Monday, April 22, 2013

Walk with Alison in Boston to Marathon Finish Line/Bombing Site

 
During lock down, Alison and I spoke on the phone and re-planned to meet up for our walk. We met on Saturday, April 20. Which was my 32nd birthday. She picked me up at Jesse's and we went to the Flour Bakery. There I ate the most food I had had in weeks...I ate a BLT and a berry short cake with homemade whipped creams AS MY BREAKFAST. :)
Afterwards, we started our walk. Alison put coins in her meter and we started our walk from the bakery over the bridge. Alison is a good friend and it was great to get to walk with someone and feel so comfortable. My icon for this walk looks like a cloud and that is how it felt, light and comforting. We spoke about jobs, teaching, and our lives. I keep speaking about liking someone that is far away and hasn't said anything about liking me back. I don't know if it is because people expect me to have information like that, that I have to offer it. But he keeps coming up. Something that is so up in the air and unsaid keeps being said to other people...
As we walked over the Mass Ave. bridge, it was VERY windy and VERY cold. We shouldered on the wind and kept going. We watched rowers row and tourist take photos.We took a picture of our hands at the center of the bridge. Once again, this was a walk down memory lane as the first place I lived was on Commonwealth Ave in a MIT frat for a summer.

After we crossed the bridge I was hesitant to ask Alison to go to the bomb site/marathon finish line. I asked though and she said ok. We held hands and walked through the area that held some flowers and you could look out at the crime scene.
There were a dozen men in haz mats combing the street slowly. Nothing had changed. The metal stanchions were still in place...the blue finish line was still in place...cops were posted at the ends of the memorial. It was eerie and sad. And as we left we were presented with the media spot on the corner.
As people, stood in line to be interviewed about how they felt. I felt numb and confused. Not impressed by the big smile of the tv person's face. The media was a shroud on these events. I get angry at media and how they spin something. How rude they were to the bomber's family and how they dig for a story from spectators when there is nothing more to say. How they have no consideration for people's feelings and polarize the event. I don't want to hear what one more spectator has to say. I want to help people heal. I want people to say I am sad. I want to grieve. I don't want to chase after celebrity.
As we walked by the media stand I almost got run over by a man walking by. Alison and I somehow dodged him and we walked by the Copley Station metro stop and a tank. Commenting on how they looked jammed in there and bored. We then walked back over the bridge and back to the Flour Bakery for raspberry seltzer water.
Alison is an artist also. It felt great to sit down and pour ink on our papers and reflect on the morning. 

I was exhausted after this walk. Partly from too much sugar at the bakery and because of the weight I felt from seeing the site. Alison said she was glad to see the bombing site and pay our respects. I felt the same way. It is overwhelming to try to digest and understand my feelings around this. I feel so many things for Boston, for the wounded and dead, and for the bombers. I truly feel sad for everyone involved. I didn't celebrate the capture because after sitting for a day learning about this young man...a young man who received a college recommendation letter from someone I knew when I lived in Boston, a young man that has a much more complicated story than the story of terrorist tells. I started to just feel sad for all sides of this story. As I looked at the picture of a man with no legs and a man holding his arteries shut...I am seized with terror and sadness and revulsion for the bombing. There is sadness for lives lost and for fear taking over a city. I have no answers and I have no idea how not to hate the bombers and I have no idea how no to feel sadness for a 19 year old who destroyed his life and the lives of others. It is all just too much to comprehend.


TASK DESCRIPTION:
Write the entries out again exactly as they stand, but without the pictures.
★ ★ ★
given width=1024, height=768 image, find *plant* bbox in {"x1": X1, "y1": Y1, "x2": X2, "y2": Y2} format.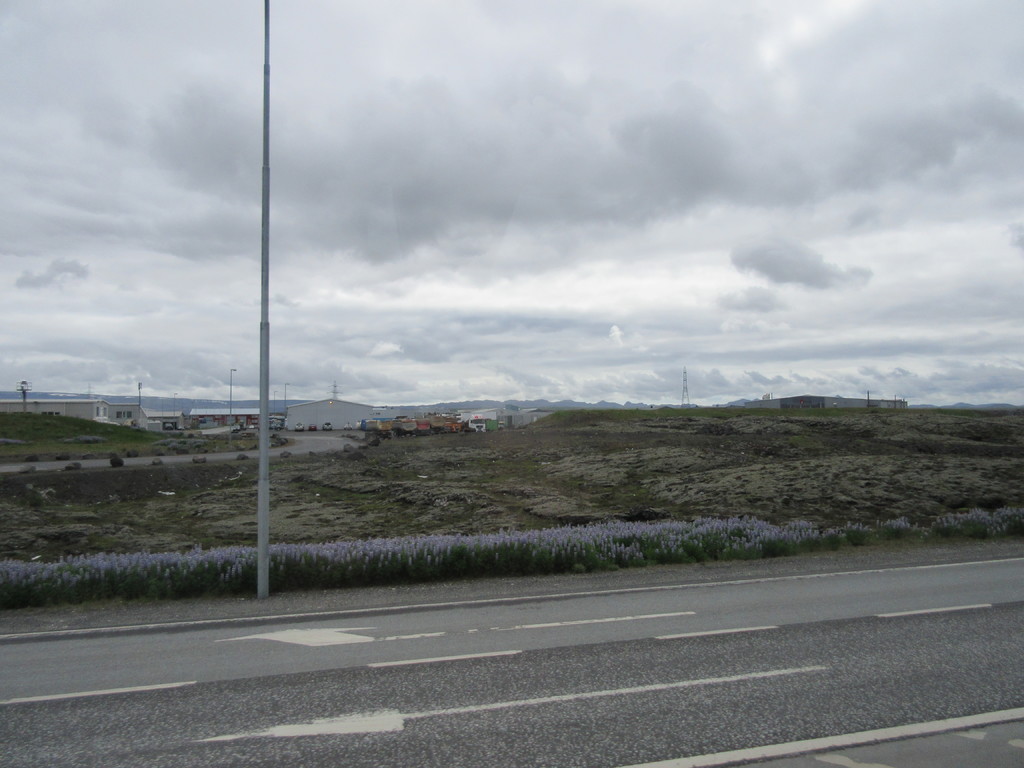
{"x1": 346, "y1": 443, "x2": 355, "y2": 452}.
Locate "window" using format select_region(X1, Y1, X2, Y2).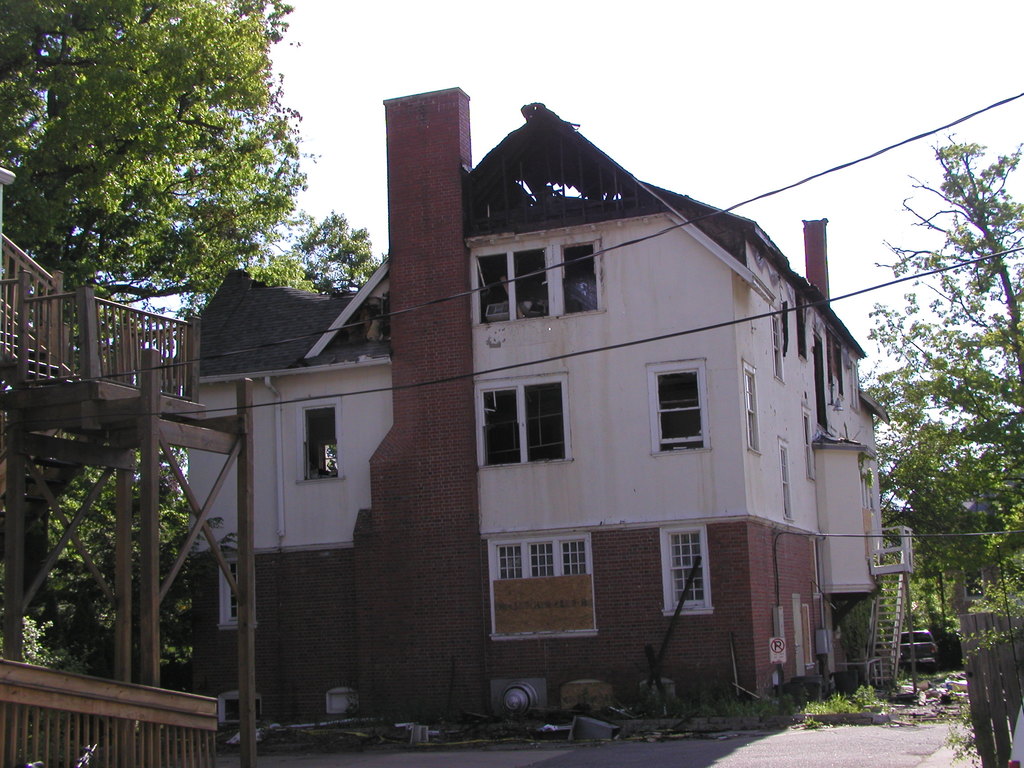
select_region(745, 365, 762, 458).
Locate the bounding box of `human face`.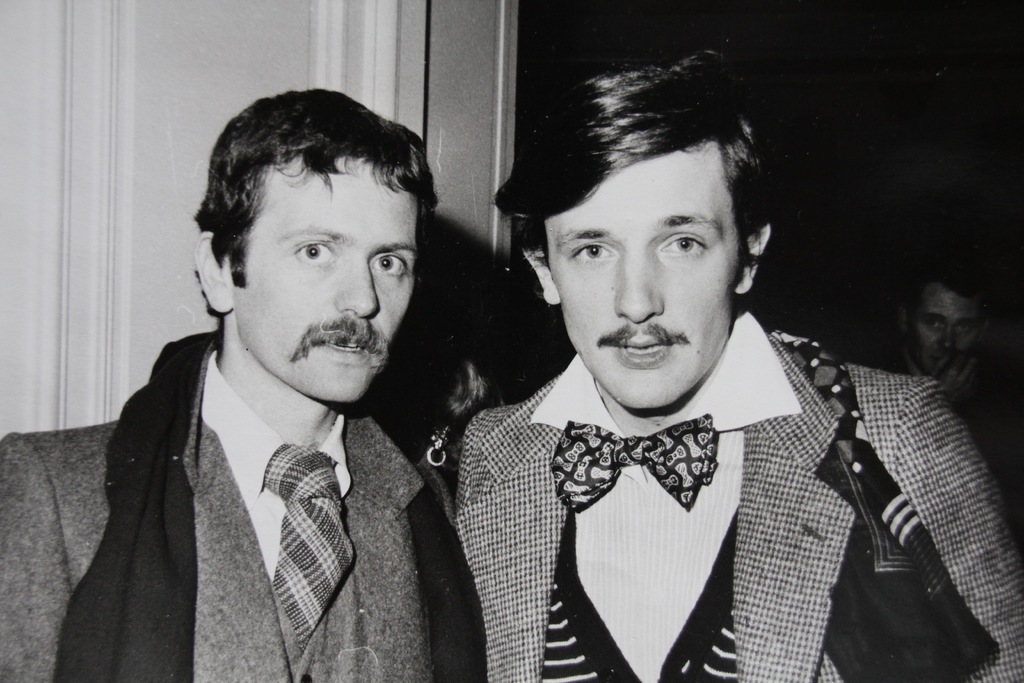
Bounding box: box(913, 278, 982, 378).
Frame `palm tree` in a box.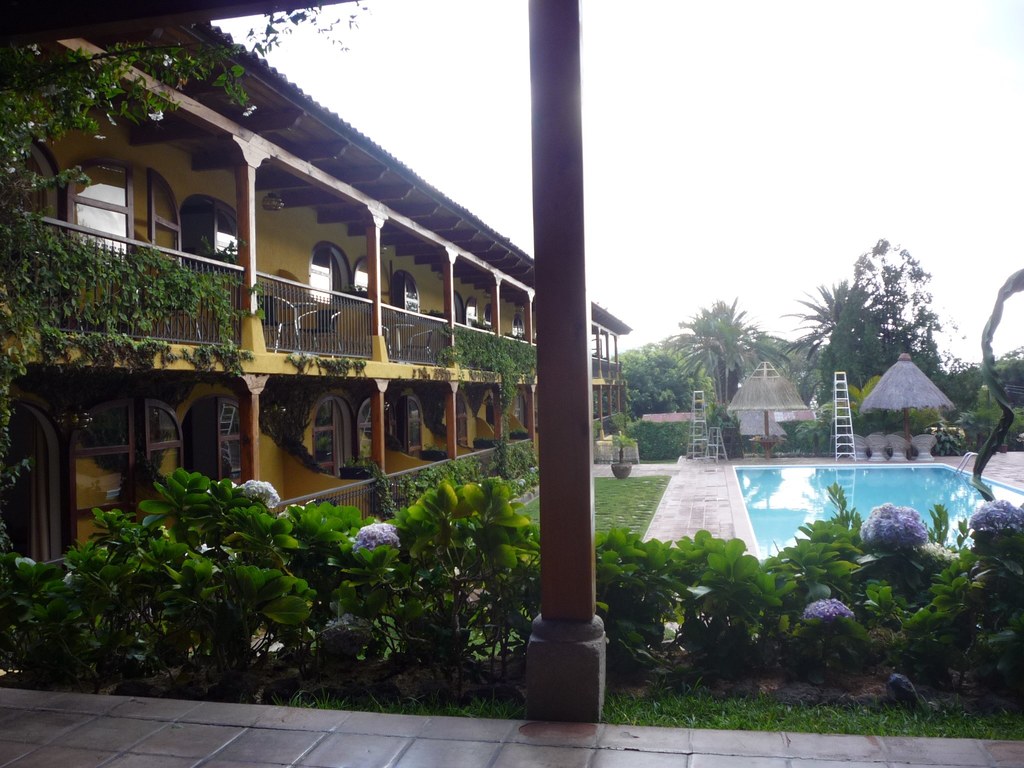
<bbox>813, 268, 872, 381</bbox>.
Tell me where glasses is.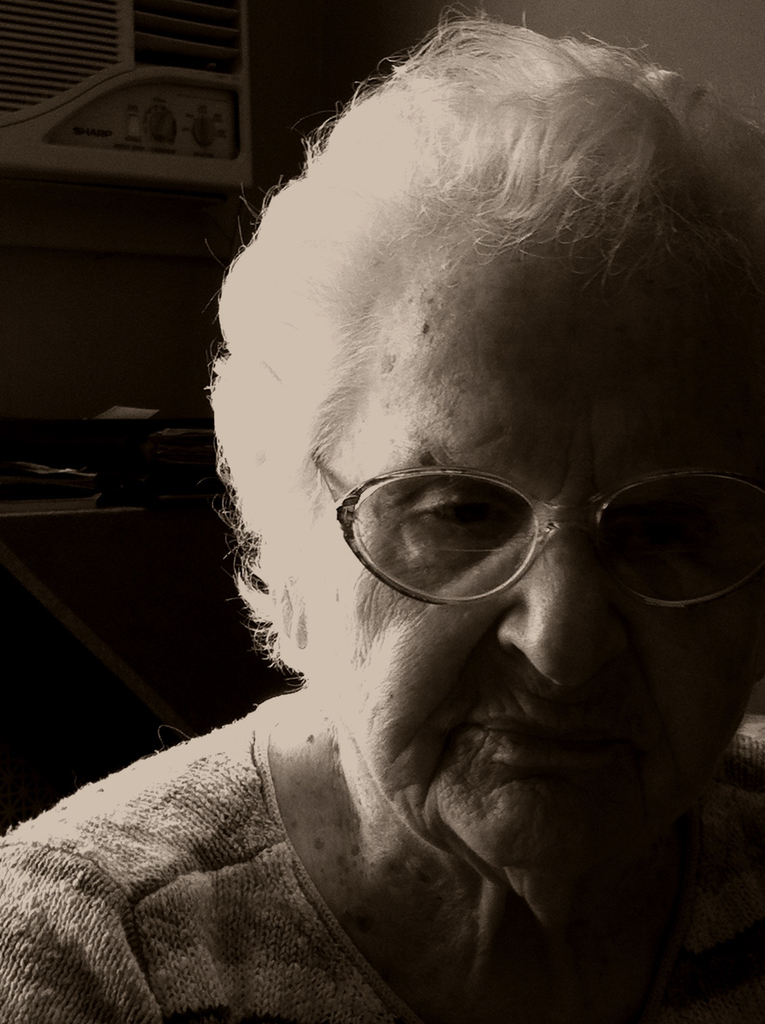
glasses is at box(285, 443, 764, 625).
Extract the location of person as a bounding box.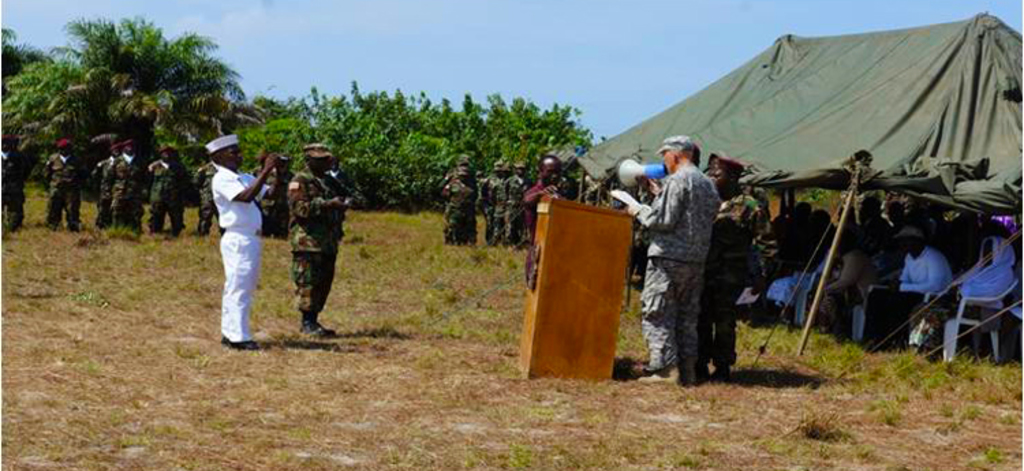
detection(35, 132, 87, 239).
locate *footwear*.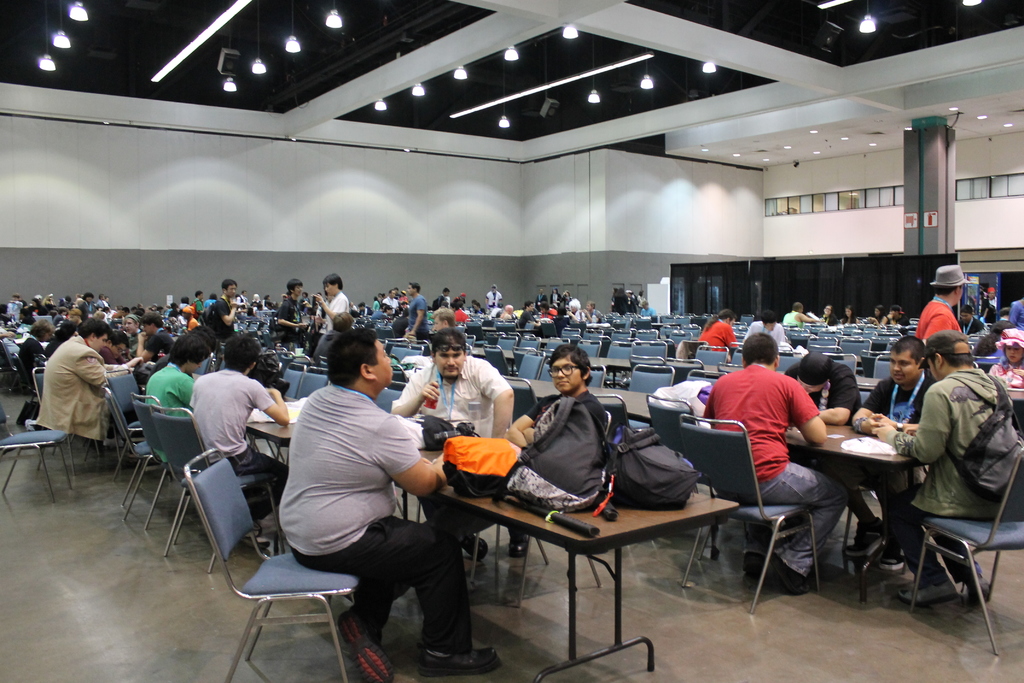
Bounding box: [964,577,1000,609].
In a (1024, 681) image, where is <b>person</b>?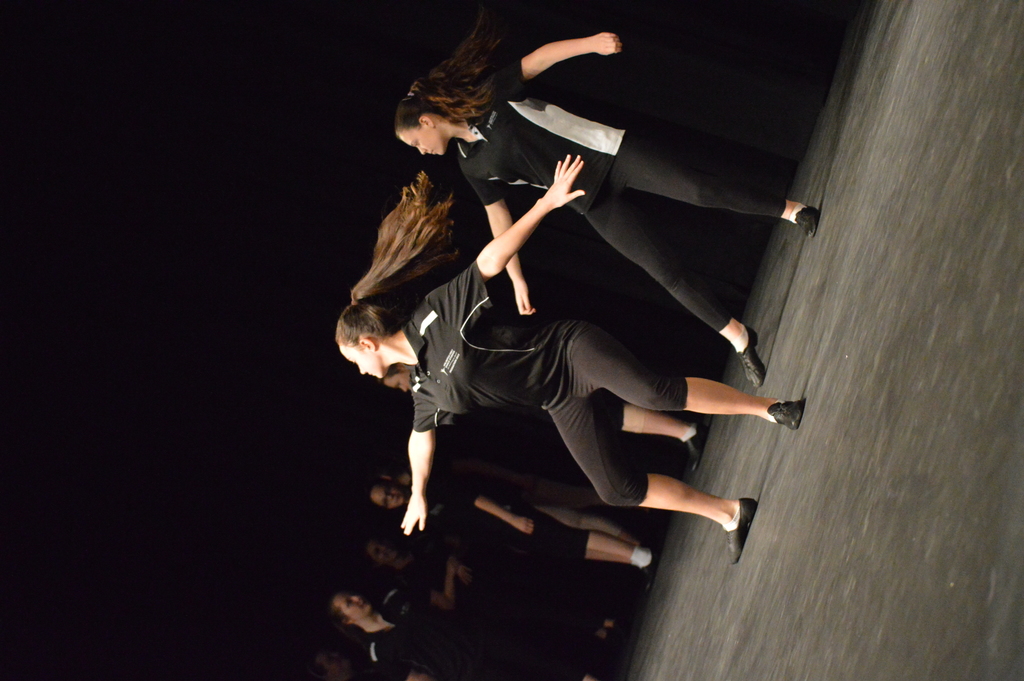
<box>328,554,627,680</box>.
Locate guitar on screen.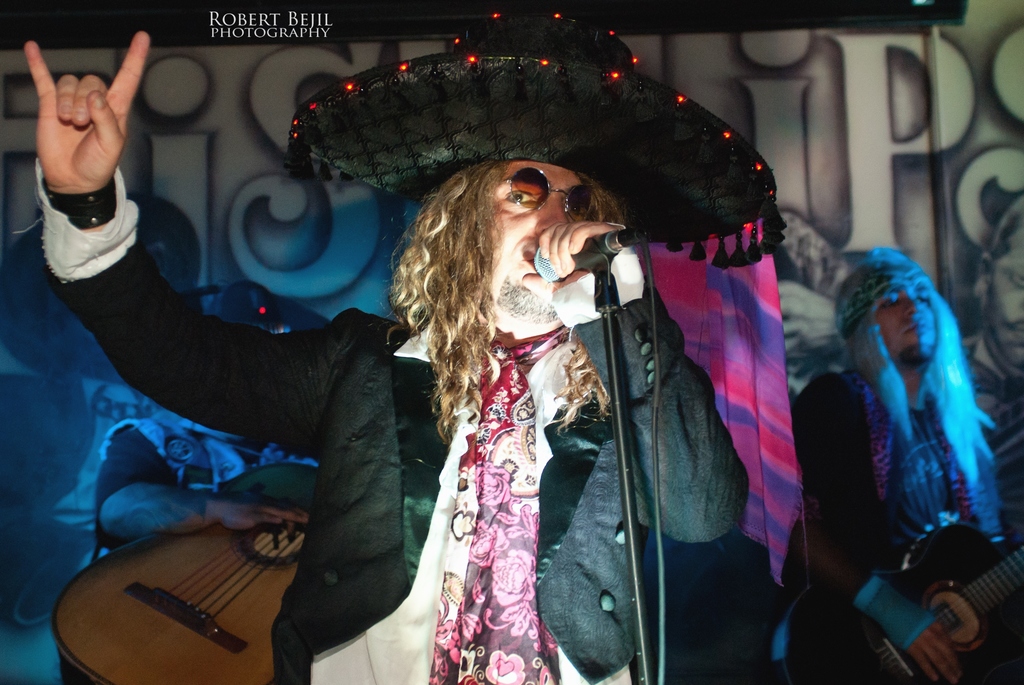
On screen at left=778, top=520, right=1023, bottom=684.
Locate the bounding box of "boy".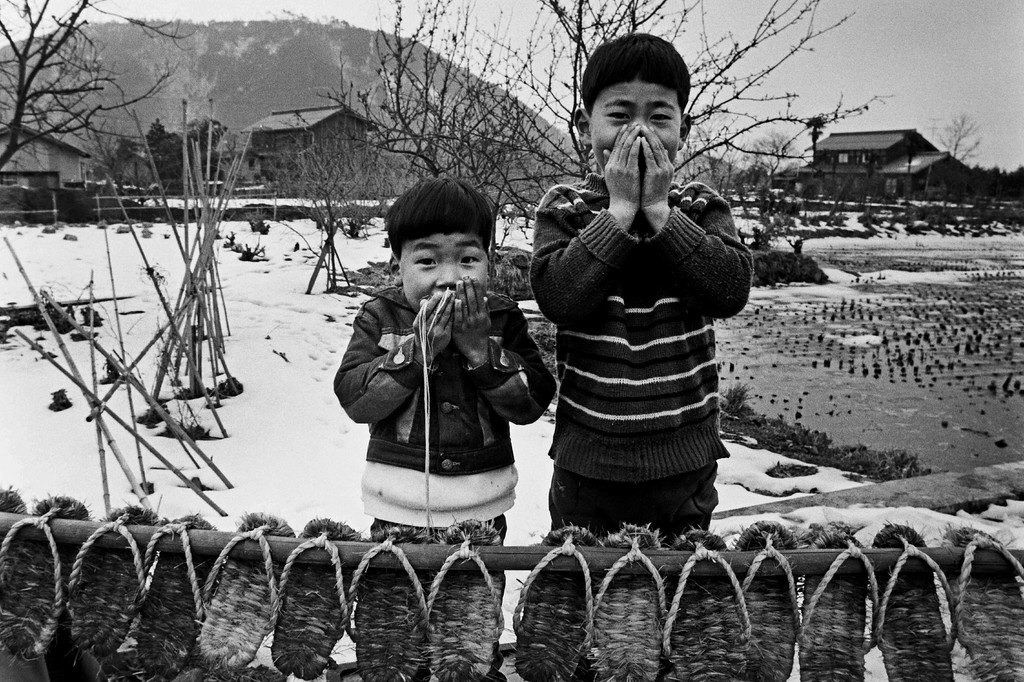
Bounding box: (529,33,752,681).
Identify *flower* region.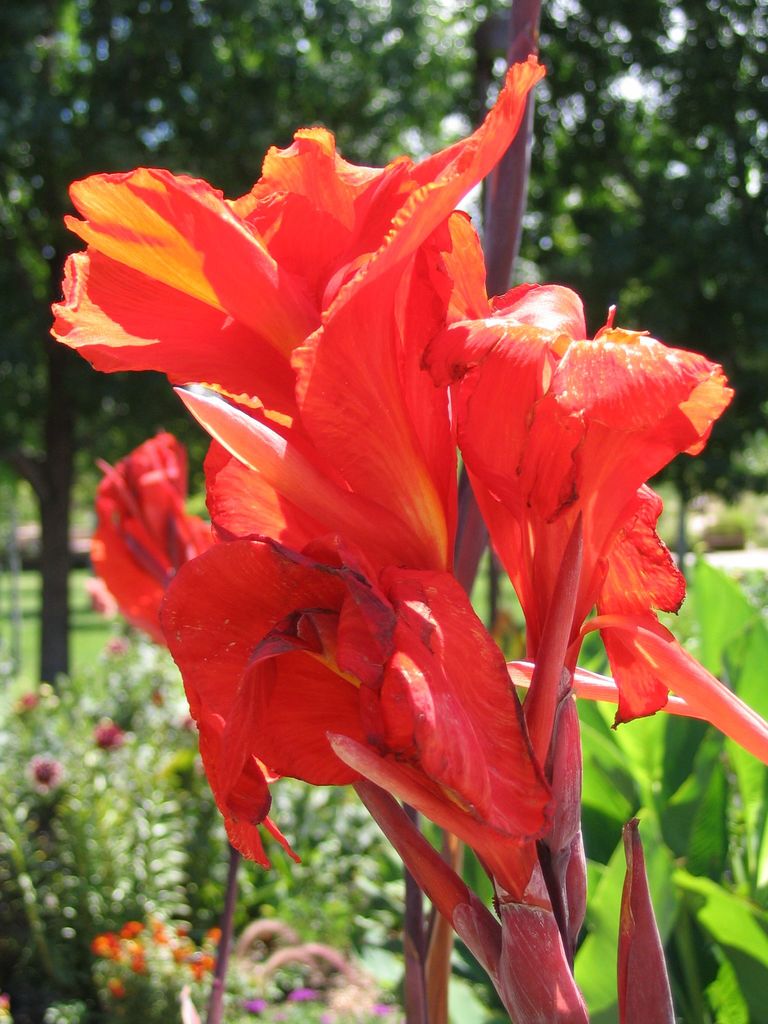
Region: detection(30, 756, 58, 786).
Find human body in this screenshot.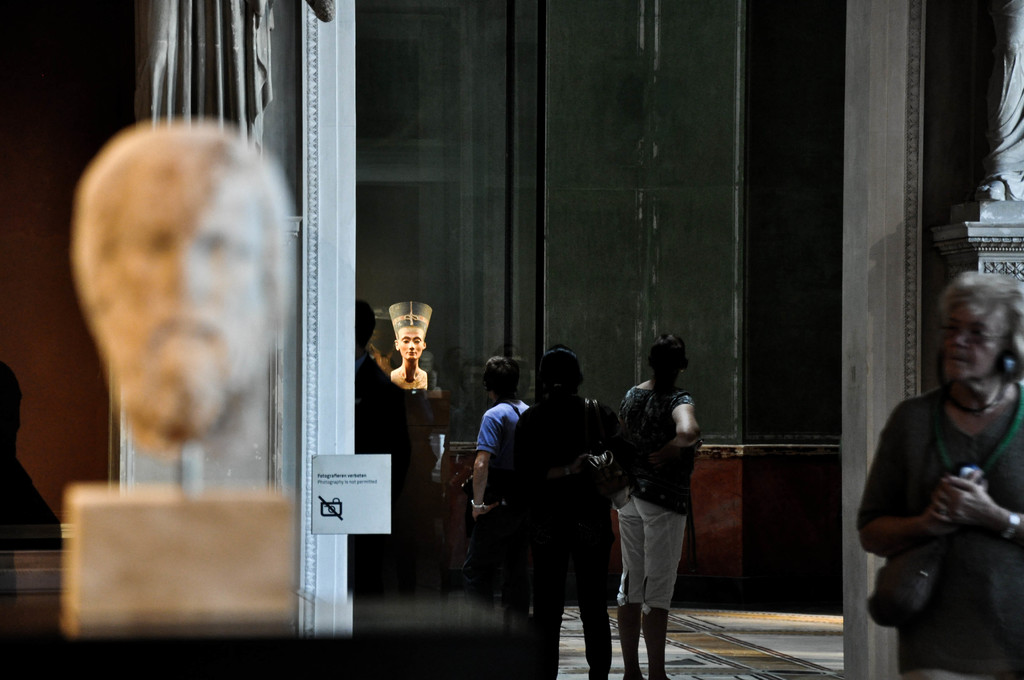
★ ★ ★
SOLUTION TO THE EXERCISE:
given width=1024, height=768 image, find *plant* bbox in {"x1": X1, "y1": Y1, "x2": X2, "y2": Y2} format.
{"x1": 346, "y1": 443, "x2": 355, "y2": 452}.
Locate "window" using format select_region(X1, Y1, X2, Y2).
select_region(745, 365, 762, 458).
Locate the bounding box of `human face`.
Bounding box: box(913, 278, 982, 378).
Frame `palm tree` in a box.
<bbox>813, 268, 872, 381</bbox>.
Tell me where glasses is.
glasses is at box(285, 443, 764, 625).
Extract the location of person as a bounding box.
detection(35, 132, 87, 239).
locate *footwear*.
Bounding box: [964,577,1000,609].
In a (1024, 681) image, where is <b>person</b>?
<box>328,554,627,680</box>.
Locate guitar on screen.
On screen at left=778, top=520, right=1023, bottom=684.
Locate the bounding box of "boy".
Bounding box: (529,33,752,681).
Identify *flower* region.
Region: detection(30, 756, 58, 786).
Find human body in this screenshot.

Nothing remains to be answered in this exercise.